Colleges participating in the consortium must agree to provide academic credit to students who complete certain apprenticeship programs. The institutions pledge to follow the credit recommendations made by third-party evaluators, who translate the skills learned during an apprenticeship into credit hours.
Vice President Joe Biden announced the initiative in remarks to community college presidents gathered here for the annual conference of the American Association of Community Colleges.
He said that apprenticeships and community colleges provided not only a pathway to the middle class for students but also a pipeline of well-trained employees for companies. The apprenticeship programs are particularly valuable, Biden said, because they allow students to “earn while they learn.”
He said that electricians who participate in an approved apprenticeship, for example, could earn up to 60 credits.
"That's a game change for a lot of people struggling to choose between going to work and going to college, when they can do both,” he said.
The goal of the apprenticeship program, the administration said, is to scale up to the national level the thousands of existing agreements between a single college and regional employer or union to provide credit for apprenticeships.
The American Council on Education and the National College Credit Recommendation Service are two third-party organizations that provide colleges with recommendations about how to translate apprenticeship experience into academic credit.
The evaluators compare the requirements of the apprenticeship program either to specific college courses or what would be covered in a semester of college, and make recommendations about how the apprenticeship experience translates into the traditional academic unit of credit hours.
Colleges are free to accept or reject those credit recommendations. But those participating in the consortium will now promise to accept those recommendations from ACE, NCCRS or an institution that has a similar evaluation process.
That will provide much-needed certainty for students who want to know whether they can use an apprenticeship as a path to a college degree, according to Tina Grant, former director of the National College Credit Recommendation Service who is now the executive director of Excelsior College’s center for assessment of post-traditional instruction, training and learning.
Apprenticeship programs are often “quite rigorous,” she said. “They might require a knowledge of the laws of physics, a lot of mathematics,” for instance.
“There’s historically been a division between technical and vocational programs and ‘attending college,’ but we’re seeing those merge now,” she said, adding that the consortium “really moves that agenda forward. We’re seeing that they don’t need to be two separate things.”

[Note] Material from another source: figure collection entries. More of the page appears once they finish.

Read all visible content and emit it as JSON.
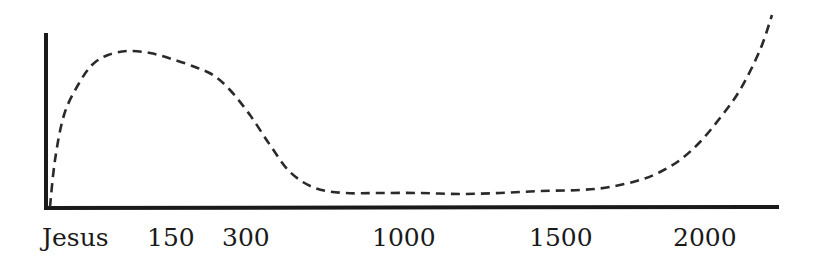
{
  "chart_data": {
    "type": "line",
    "title": "",
    "xlabel": "",
    "ylabel": "",
    "grid": false,
    "legend": null,
    "line_style": "dashed",
    "categories": [
      "Jesus",
      "150",
      "300",
      "1000",
      "1500",
      "2000"
    ],
    "x_tick_positions_px": [
      72,
      170,
      245,
      402,
      560,
      704
    ],
    "series": [
      {
        "name": "curve",
        "points_px": [
          [
            50,
            207
          ],
          [
            55,
            160
          ],
          [
            64,
            115
          ],
          [
            78,
            85
          ],
          [
            92,
            65
          ],
          [
            108,
            55
          ],
          [
            128,
            51
          ],
          [
            150,
            53
          ],
          [
            172,
            59
          ],
          [
            195,
            67
          ],
          [
            213,
            75
          ],
          [
            230,
            90
          ],
          [
            250,
            115
          ],
          [
            270,
            145
          ],
          [
            290,
            172
          ],
          [
            315,
            188
          ],
          [
            345,
            193
          ],
          [
            380,
            193
          ],
          [
            420,
            193
          ],
          [
            460,
            194
          ],
          [
            500,
            193
          ],
          [
            540,
            191
          ],
          [
            580,
            190
          ],
          [
            610,
            187
          ],
          [
            640,
            180
          ],
          [
            660,
            172
          ],
          [
            680,
            160
          ],
          [
            700,
            142
          ],
          [
            720,
            118
          ],
          [
            740,
            90
          ],
          [
            760,
            50
          ],
          [
            772,
            15
          ]
        ]
      }
    ],
    "axis_color": "#1a1a1a",
    "line_color": "#2a2a2a"
  },
  "axis": {
    "labels": [
      "Jesus",
      "150",
      "300",
      "1000",
      "1500",
      "2000"
    ]
  }
}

The voluntary consortium will be run by the Departments of Education and Labor. Among the colleges that have already signed on to the program are the Community College of Baltimore County and the Wisconsin and Ohio Community College systems. The International Brotherhood of Electrical Workers union has also agreed to participate, an administration official said.
Biden urged the community college presidents to consider joining the consortium.
“We need you, desperately,” he said, pledging to follow up with community college leaders to check back in on their progress.
“Encouraging colleges to grant this kind of credit, we think, makes good sense,” said David Baime, senior vice president for government relations and research at the American Association of Community Colleges. “Just by shining a national spotlight, and facilitating it through this coordinating council, will hopefully make it easier for colleges to do this.”
The new apprenticeship consortium is the latest of many efforts in Washington, across the political spectrum, to provide greater support to and recognition of programs that involve using prior learning assessment as an alternative path to a credential. A related, but distinct, alternative model -- competency-based education -- is also gaining traction among policymakers in both parties.
Biden, along with his wife, Jill Biden, who is a community college instructor, also spent a large portion of their remarks praising the work of community colleges as vital to the economy.
"Unless we have the most skilled work force in the world, we will not be able to lead the world," Biden said, adding that community colleges also provide "the best, most direct avenue to the middle class for those who are struggling and those who are in the middle class."
He also drew laughs with a new take on a previous line about his intimate connection to the issue of education.
Describing his strong support for community colleges, he said: “I think I’d have the same attitude did I not sleep with a community college professor every night.”
He quickly clarified: “The same one. The same, the same one.”